AT TWO o'clock this afternoon, the final balloon will go up on poor Mr Clinton. The undeleted "raw testimony" of Ms Lewinsky will be revealed to a world already drunk on the rude minutiae of what a powerful man can get up to in stolen moments with a willing staff groupie when he thinks nobody is looking and nobody will ever find out. (But what more can there be, after the telephone sex, plaster frogs, pizza slices, cigars and macadamia nuts? What further furtive indignities can have been visited on the hindquarters of the lovely Monica? Even devoted readers of the Kama Sutra and The Perfumed Garden must be racking their brains. Something involving small, furry, woodland creatures? Some unspeakable liberty with a baseball glove? Don't tell me he got out the presidential saxophone one afternoon and played the "Battle Hymn of the Republic" while Ms Lewinsky clambered onto the other end and ...)
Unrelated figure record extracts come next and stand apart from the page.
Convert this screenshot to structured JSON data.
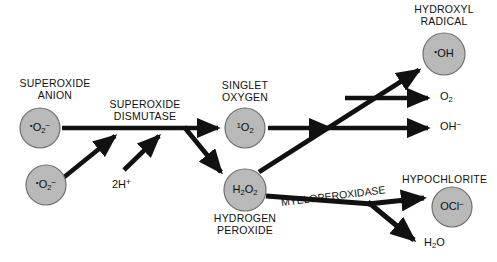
{
  "diagram": {
    "background_color": "#ffffff",
    "node_fill_color": "#b9b9b9",
    "node_stroke_color": "#6e6e6e",
    "arrow_color": "#111111",
    "text_color": "#111111"
  },
  "nodes": [
    {
      "id": "superoxide-anion-upper",
      "caption": "SUPEROXIDE\nANION",
      "formula_html": "<sup>•</sup>O<sub>2</sub><sup>−</sup>",
      "formula_plain": "•O2⁻",
      "cx": 40,
      "cy": 128,
      "r": 20
    },
    {
      "id": "superoxide-anion-lower",
      "caption": "",
      "formula_html": "<sup>•</sup>O<sub>2</sub><sup>−</sup>",
      "formula_plain": "•O2⁻",
      "cx": 46,
      "cy": 185,
      "r": 20
    },
    {
      "id": "singlet-oxygen",
      "caption": "SINGLET\nOXYGEN",
      "formula_html": "<sup>1</sup>O<sub>2</sub>",
      "formula_plain": "1O2",
      "cx": 245,
      "cy": 128,
      "r": 20
    },
    {
      "id": "hydrogen-peroxide",
      "caption": "HYDROGEN\nPEROXIDE",
      "formula_html": "H<sub>2</sub>O<sub>2</sub>",
      "formula_plain": "H2O2",
      "cx": 245,
      "cy": 190,
      "r": 21
    },
    {
      "id": "hydroxyl-radical",
      "caption": "HYDROXYL\nRADICAL",
      "formula_html": "<sup>•</sup>OH",
      "formula_plain": "•OH",
      "cx": 444,
      "cy": 54,
      "r": 21
    },
    {
      "id": "hypochlorite",
      "caption": "HYPOCHLORITE",
      "formula_html": "OCl<sup>−</sup>",
      "formula_plain": "OCl⁻",
      "cx": 452,
      "cy": 207,
      "r": 20
    }
  ],
  "enzymes": [
    {
      "id": "superoxide-dismutase",
      "label": "SUPEROXIDE\nDISMUTASE",
      "x": 145,
      "y": 104
    },
    {
      "id": "myeloperoxidase",
      "label": "MYELOPEROXIDASE",
      "x": 281,
      "y": 196,
      "rotation_deg": -7
    }
  ],
  "reactants": [
    {
      "id": "protons",
      "label_html": "2H<sup>+</sup>",
      "label_plain": "2H+",
      "x": 112,
      "y": 178
    }
  ],
  "products": [
    {
      "id": "oxygen",
      "label_html": "O<sub>2</sub>",
      "label_plain": "O2",
      "x": 440,
      "y": 97
    },
    {
      "id": "hydroxide",
      "label_html": "OH<sup>−</sup>",
      "label_plain": "OH⁻",
      "x": 440,
      "y": 127
    },
    {
      "id": "water",
      "label_html": "H<sub>2</sub>O",
      "label_plain": "H2O",
      "x": 424,
      "y": 243
    }
  ],
  "edges": [
    {
      "id": "edge-superoxide-upper-to-sod",
      "from": "superoxide-anion-upper",
      "to": "superoxide-dismutase",
      "type": "arrow"
    },
    {
      "id": "edge-superoxide-lower-to-sod",
      "from": "superoxide-anion-lower",
      "to": "superoxide-dismutase",
      "type": "arrow"
    },
    {
      "id": "edge-protons-to-sod",
      "from": "protons",
      "to": "superoxide-dismutase",
      "type": "arrow"
    },
    {
      "id": "edge-sod-to-singlet-oxygen",
      "from": "superoxide-dismutase",
      "to": "singlet-oxygen",
      "type": "arrow"
    },
    {
      "id": "edge-sod-to-hydrogen-peroxide",
      "from": "superoxide-dismutase",
      "to": "hydrogen-peroxide",
      "type": "arrow"
    },
    {
      "id": "edge-singlet-oxygen-to-node",
      "from": "singlet-oxygen",
      "to": "reaction-node",
      "type": "arrow"
    },
    {
      "id": "edge-hydrogen-peroxide-to-hydroxyl-radical",
      "from": "hydrogen-peroxide",
      "to": "hydroxyl-radical",
      "type": "arrow"
    },
    {
      "id": "edge-node-to-oxygen",
      "from": "reaction-node",
      "to": "oxygen",
      "type": "arrow"
    },
    {
      "id": "edge-node-to-hydroxide",
      "from": "reaction-node",
      "to": "hydroxide",
      "type": "arrow"
    },
    {
      "id": "edge-hydrogen-peroxide-to-hypochlorite",
      "from": "hydrogen-peroxide",
      "to": "hypochlorite",
      "type": "arrow"
    },
    {
      "id": "edge-hydrogen-peroxide-to-water",
      "from": "hydrogen-peroxide",
      "to": "water",
      "type": "arrow"
    }
  ]
}
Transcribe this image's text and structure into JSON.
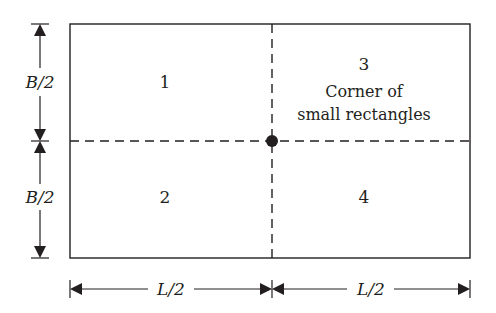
{
  "diagram": {
    "regions": [
      {
        "id": "1",
        "label": "1"
      },
      {
        "id": "2",
        "label": "2"
      },
      {
        "id": "3",
        "label": "3",
        "note_line1": "Corner of",
        "note_line2": "small rectangles"
      },
      {
        "id": "4",
        "label": "4"
      }
    ],
    "dimensions": {
      "vertical_top": "B/2",
      "vertical_bottom": "B/2",
      "horizontal_left": "L/2",
      "horizontal_right": "L/2"
    },
    "colors": {
      "stroke": "#231f20",
      "background": "#ffffff"
    }
  }
}
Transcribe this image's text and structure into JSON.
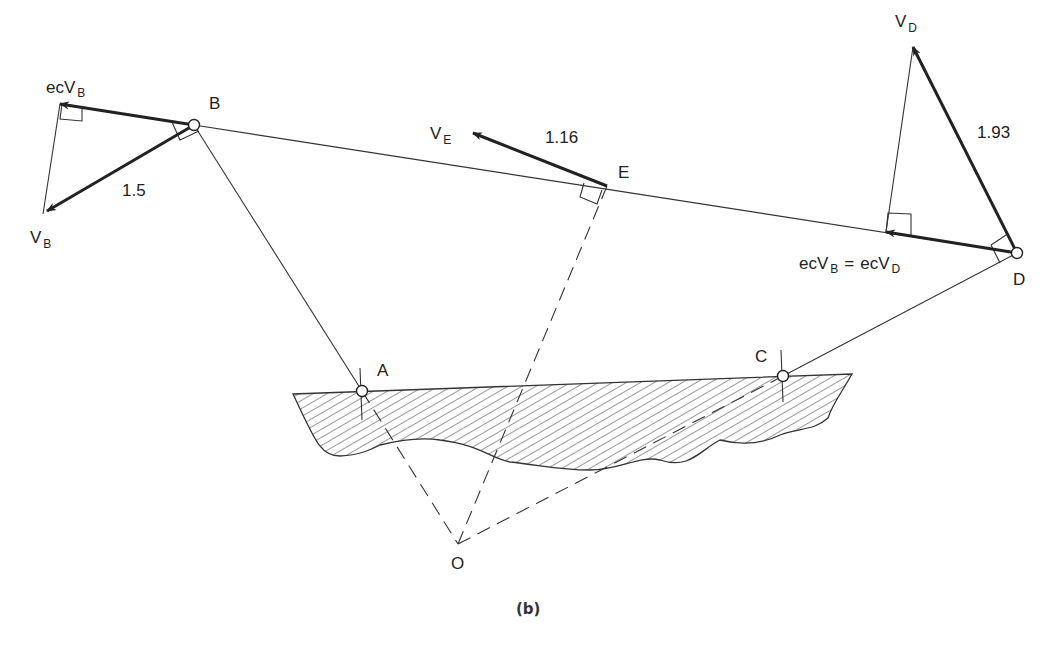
{
  "caption": "(b)",
  "points": {
    "A": {
      "label": "A",
      "x": 362,
      "y": 391
    },
    "B": {
      "label": "B",
      "x": 194,
      "y": 125
    },
    "C": {
      "label": "C",
      "x": 783,
      "y": 376
    },
    "D": {
      "label": "D",
      "x": 1017,
      "y": 253
    },
    "E": {
      "label": "E",
      "x": 607,
      "y": 186
    },
    "O": {
      "label": "O",
      "x": 458,
      "y": 544
    }
  },
  "vectors": {
    "vB": {
      "base": "V",
      "sub": "B",
      "magnitude": "1.5"
    },
    "ecvB": {
      "prefix": "ecV",
      "sub": "B"
    },
    "vE": {
      "base": "V",
      "sub": "E",
      "magnitude": "1.16"
    },
    "vD": {
      "base": "V",
      "sub": "D",
      "magnitude": "1.93"
    },
    "ecEq": {
      "lhs_prefix": "ecV",
      "lhs_sub": "B",
      "eq": "=",
      "rhs_prefix": "ecV",
      "rhs_sub": "D"
    }
  }
}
Enough, enough. If God, as Vladimir Nabokov once observed, is in the details, it is the details that will finally sink Mr Clinton. Had he simply gone to bed with the wretched woman and, in the parlance of the locker room, simply given her one - a procedure which did Kennedy, Johnson, Jefferson and countless other previous American presidents no great harm - it would have caused him less trouble. But it's the not-quite-having-sex; the endless foreplay upon which the world is now fixated, and from which he will never be able to dissociate himself. They're now part of a vast global giggle, a lexicon of innuendo as childish but as all-pervading as the Carry On movies. And so we will have the promised spectacle of "the angry Bill Clinton, the trapped Bill Clinton" on newly-public video, twisting and turning as he tried, on 17 August, to evade Kenneth Starr's remorseless questioning. It lends a certain piquancy to historical memories of the former, grandly charming, world-leading, what-a-thrill-to-meet-you Clinton that preceded this nasty witch-hunt.
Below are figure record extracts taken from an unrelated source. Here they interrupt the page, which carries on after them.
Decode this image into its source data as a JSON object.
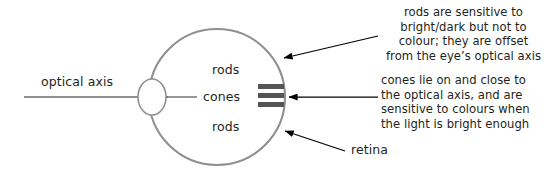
{
  "diagram": {
    "colors": {
      "eye_outline": "#909090",
      "lens_outline": "#909090",
      "axis_line": "#6b6b6b",
      "cone_bar": "#555555",
      "arrow": "#000000",
      "text": "#231f20",
      "background": "#ffffff"
    },
    "labels": {
      "optical_axis": "optical axis",
      "rods_top": "rods",
      "cones": "cones",
      "rods_bottom": "rods",
      "retina": "retina"
    },
    "notes": {
      "rods_note": "rods are sensitive to\nbright/dark but not to\ncolour; they are offset\nfrom the eye’s optical axis",
      "cones_note": "cones lie on and close to\nthe optical axis, and are\nsensitive to colours when\nthe light is bright enough"
    },
    "geometry": {
      "eye_center_x": 217,
      "eye_center_y": 97,
      "eye_radius": 68,
      "lens_center_x": 152,
      "lens_center_y": 97,
      "lens_rx": 14,
      "lens_ry": 18,
      "axis_y": 97,
      "axis_start_x": 24,
      "cone_bar_count": 3,
      "cone_bar_x": 258,
      "cone_bar_width": 26,
      "cone_bar_height": 5,
      "cone_bar_ys": [
        86,
        94.5,
        103
      ]
    }
  }
}
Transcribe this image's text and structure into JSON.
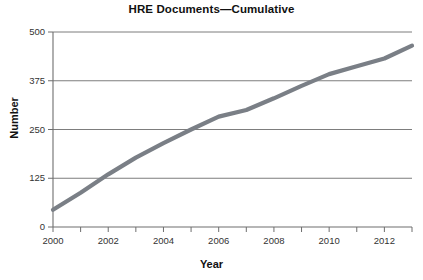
{
  "chart_data": {
    "type": "line",
    "title": "HRE Documents—Cumulative",
    "xlabel": "Year",
    "ylabel": "Number",
    "xlim": [
      2000,
      2013
    ],
    "ylim": [
      0,
      500
    ],
    "grid": true,
    "legend": "none",
    "yticks": [
      0,
      125,
      250,
      375,
      500
    ],
    "ytick_labels": [
      "0",
      "125",
      "250",
      "375",
      "500"
    ],
    "xticks": [
      2000,
      2001,
      2002,
      2003,
      2004,
      2005,
      2006,
      2007,
      2008,
      2009,
      2010,
      2011,
      2012,
      2013
    ],
    "xtick_labels": [
      "2000",
      "",
      "2002",
      "",
      "2004",
      "",
      "2006",
      "",
      "2008",
      "",
      "2010",
      "",
      "2012",
      ""
    ],
    "series": [
      {
        "name": "HRE Documents Cumulative",
        "color": "#7a7f86",
        "x": [
          2000,
          2001,
          2002,
          2003,
          2004,
          2005,
          2006,
          2007,
          2008,
          2009,
          2010,
          2011,
          2012,
          2013
        ],
        "values": [
          44,
          88,
          135,
          178,
          215,
          250,
          283,
          300,
          330,
          362,
          392,
          412,
          432,
          465
        ]
      }
    ]
  },
  "style": {
    "line_color": "#7a7f86",
    "grid_color": "#6e6e6e",
    "axis_color": "#6e6e6e",
    "text_color": "#111111",
    "background": "#ffffff"
  }
}
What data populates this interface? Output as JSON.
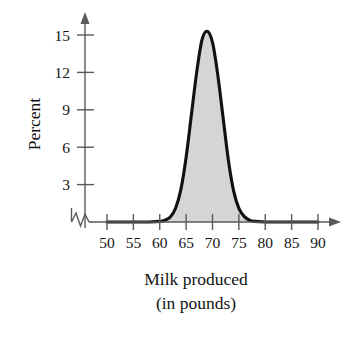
{
  "chart_data": {
    "type": "area",
    "title": "",
    "xlabel": "Milk produced",
    "xlabel_line2": "(in pounds)",
    "ylabel": "Percent",
    "xlim": [
      48,
      93
    ],
    "ylim": [
      0,
      17
    ],
    "x_ticks": [
      "50",
      "55",
      "60",
      "65",
      "70",
      "75",
      "80",
      "85",
      "90"
    ],
    "x_tick_values": [
      50,
      55,
      60,
      65,
      70,
      75,
      80,
      85,
      90
    ],
    "y_ticks": [
      "3",
      "6",
      "9",
      "12",
      "15"
    ],
    "y_tick_values": [
      3,
      6,
      9,
      12,
      15
    ],
    "grid": false,
    "legend": false,
    "axis_break": true,
    "axis_break_note": "zigzag break on x-axis between origin and 50",
    "curve_color": "#111111",
    "fill_color": "#d5d5d5",
    "axis_color": "#5a5a5a",
    "peak_x": 69,
    "peak_y": 15.3,
    "series": [
      {
        "name": "Milk produced distribution",
        "x": [
          50,
          52,
          54,
          56,
          58,
          60,
          61,
          62,
          63,
          64,
          65,
          66,
          67,
          68,
          69,
          70,
          71,
          72,
          73,
          74,
          75,
          76,
          77,
          78,
          80,
          82,
          85,
          88,
          90
        ],
        "values": [
          0,
          0,
          0,
          0,
          0,
          0.05,
          0.15,
          0.4,
          1.1,
          2.6,
          5.2,
          8.6,
          12.0,
          14.6,
          15.3,
          14.4,
          11.8,
          8.4,
          5.0,
          2.5,
          1.1,
          0.45,
          0.15,
          0.05,
          0,
          0,
          0,
          0,
          0
        ]
      }
    ]
  },
  "labels": {
    "ylabel": "Percent",
    "xlabel": "Milk produced",
    "xlabel_line2": "(in pounds)",
    "x0": "50",
    "x1": "55",
    "x2": "60",
    "x3": "65",
    "x4": "70",
    "x5": "75",
    "x6": "80",
    "x7": "85",
    "x8": "90",
    "y0": "3",
    "y1": "6",
    "y2": "9",
    "y3": "12",
    "y4": "15"
  }
}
Take, for instance, the time he met our very own Royal Ballet a couple of years ago, as recorded in the pages of Darcey Bussell's Life in Dance, published next month. The company was touring in Washington, and the Clintons brought their daughter Chelsea to the opening night of Sleeping Beauty. The royal ballerinas now remember how Clinton paused before the most buxom member of the corps de ballet, gazed down at her cavernous decolletage and asked, "What is this, ah, costoome?" ("They're called tits, Mr President").

In Ms Bussell's book, the Prez "seemed very, very big, and good-looking" and she recalls how he paused beside the dancer, Fiona Chadwick, who played the Lilac Fairy. Learning the nature of her role, Clinton said: "Ah could do with a Lilac Fairy at the White House - to put everything right." And, according to Ms Bussell, Fiona replied: "I'll come round any time, with my magic wand."

Whew. No wonder he thought he could get away with it. What passes for flirting among the rest of us must sound like the promise of a Dead Cert to a "very, very big and good-looking" leader of the free world.